There is no doubt that the brain of a sufferer from Alzheimer’s disease contains an unusual quantity of aluminium. It now also seems fairly clear that the aluminium is especially concentrated in those structures that are most affected in Alzheimer’s disease and that it is found in association with the senile plaques and the neurofibrillary tangles. This of course has led to considerable speculation that aluminium could be the cause of, or a contributory factor to, the development of this type of dementia in at least some sufferers, if not most.
This theory is further strengthened by the results of experiments on animals that have shown neurofibrillary-tangle-like structures developing in brain cells exposed to large quantities of aluminium. Further, people with kidney failure who have to undergo renal dialysis run the risk of developing a confusional state if the dialysis procedure allows too much aluminium to enter their body. Although this is now rigorously controlled, in earlier days before the relationship between aluminium and brain damage in kidney patients was established, some people with kidney failure died of a condition known as dialysis encephalopathy. Excess levels of aluminium were implicated in this process.
Although this all makes for a good prima facie case for aluminium as a potential cause of Alzheimer’s disease, one has to remember that aluminium might be accumulating in the brain as a result of the condition rather than as an agent which is causing it. It is possible that damaged tissue may accumulate aluminium in greater quantities than undamaged tissue. Most people working in this field believe that aluminium accumulates passively as a consequence of ageing or damage to brain cells. Moreover, accumulation of aluminium is known to occur in other brain disorders, in which the characteristic changes of Alzheimer’s disease do not occur. The people dying of dialysis encephalopathy did not develop the same changes in the brain as are found in Alzheimer’s disease or if they did, to only a very minor and possibly insignificant extent. In addition, aluminium does not accumulate in all places where plaques and tangles occur and in at least one study it was found not to have accumulated in that part of the brain that is usually most severely affected by the abnormal changes. If aluminium really were important, one would have expected the highest levels in this area – the hippocampus.
A lot of prominence has recently been given to the level of aluminium in drinking water. Aluminium is added to the water supply as part of the purification process and in many parts of the country water has a naturally high level of aluminium dissolved in it. Although a recent study claims that Alzheimer’s disease appeared to be more common in parts of the country with higher than average levels of aluminium in the water, even this evidence is not strong enough to implicate aluminium as the cause of Alzheimer’s disease.
The study is a difficult one to interpret for a number of reasons; although in general it was reported that there were more cases of Alzheimer’s disease in areas where the water was high in aluminium, some areas with the highest levels were not associated with the greatest number of cases. Besides, we take in a lot more aluminium with our food than in our drinking water. The latter is responsible for only a small proportion of the 5-6 mg of aluminium that most adults ingest each day.
If aluminium is one day shown to be an important contributory factor and the scepticism of many of us shown to be inappropriate, it will prove very difficult to minimize our intake of the substance. Aluminium is one of the most common elements in the earth’s crust and is present all around us. Not only does it occur in our water and naturally in our food, it is a common component of some food additives. It is present in cosmetics and talcum powder and in the dust that we breathe.
In any case the link, if one exists, between aluminium and Alzheimer’s disease is unlikely to be a simple matter of cause and effect. Two people can live side by side for sixty years, having got married in their late teens or early twenties, consuming a very similar amount of aluminium throughout their life. Only one of them develops Alzheimer’s disease and their neighbours who probably have a not dissimilar lifestyle, are also spared. Why this selectivity? It is possible that some subjects with Alzheimer’s disease inherit a tendency to be particularly sensitive to aluminium or process it within their nervous systems in an abnormal manner. Although this possibility does exist, there is as yet no firm evidence in its favour.
Finally, an alternative and totally speculative hypothesis involves the suggestion that the aluminium that we consume during our adult lives is irrelevant and that if this element plays any part at all in causing Alzheimer’s disease, it is aluminium intake in early life, perhaps even before birth, that is important, causing damage to nerve cells in the brain which does not become apparent until much later in life. There is, however, no evidence at all at the moment to support this possibility and I only mention it for the sake of interest.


_Problem_
Would you return each record that follows word for word, without its pictures?

Stored records:
+++

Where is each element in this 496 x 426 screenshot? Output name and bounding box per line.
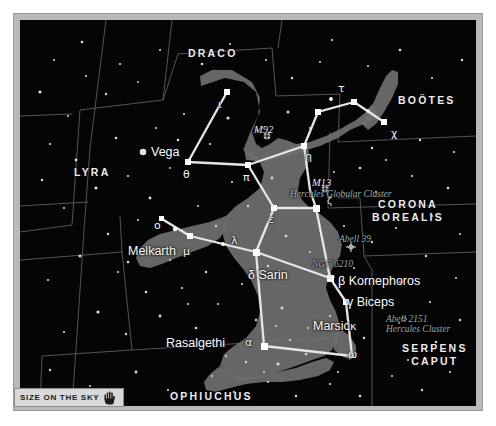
galaxy-cluster-marker-abell2151	[398, 317, 407, 324]
sky-map[interactable]: DRACO BOÖTES LYRA CORONA BOREALIS SERPEN…	[20, 20, 476, 406]
size-on-the-sky-banner[interactable]: SIZE ON THE SKY	[14, 388, 124, 407]
open-hand-icon	[103, 391, 116, 405]
sky-graphics	[20, 20, 476, 406]
size-on-the-sky-label: SIZE ON THE SKY	[20, 393, 99, 402]
star-vega-dot	[140, 149, 147, 156]
globular-cluster-marker-m13	[321, 185, 329, 193]
planetary-nebula-marker-abell39	[346, 242, 356, 252]
globular-cluster-marker-m92	[263, 132, 271, 140]
star-chart-page: DRACO BOÖTES LYRA CORONA BOREALIS SERPEN…	[0, 0, 496, 426]
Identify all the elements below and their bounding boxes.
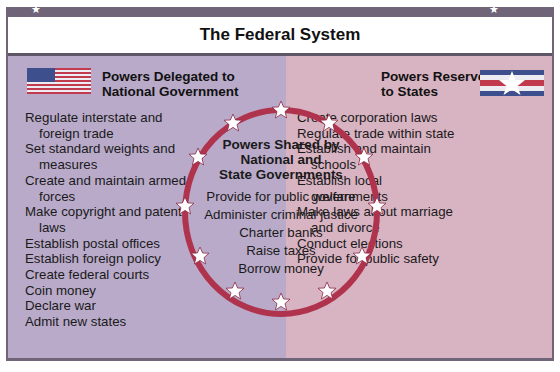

+++

_Completed exercise_
Where is each element in this 496 x 426 screenshot? Output name and bounding box per line.
galaxy-cluster-marker-abell2151	[398, 317, 407, 324]
sky-map[interactable]: DRACO BOÖTES LYRA CORONA BOREALIS SERPEN…	[20, 20, 476, 406]
size-on-the-sky-banner[interactable]: SIZE ON THE SKY	[14, 388, 124, 407]
open-hand-icon	[103, 391, 116, 405]
sky-graphics	[20, 20, 476, 406]
size-on-the-sky-label: SIZE ON THE SKY	[20, 393, 99, 402]
star-vega-dot	[140, 149, 147, 156]
globular-cluster-marker-m13	[321, 185, 329, 193]
planetary-nebula-marker-abell39	[346, 242, 356, 252]
globular-cluster-marker-m92	[263, 132, 271, 140]
star-chart-page: DRACO BOÖTES LYRA CORONA BOREALIS SERPEN…	[0, 0, 496, 426]
Identify all the elements below and their bounding boxes.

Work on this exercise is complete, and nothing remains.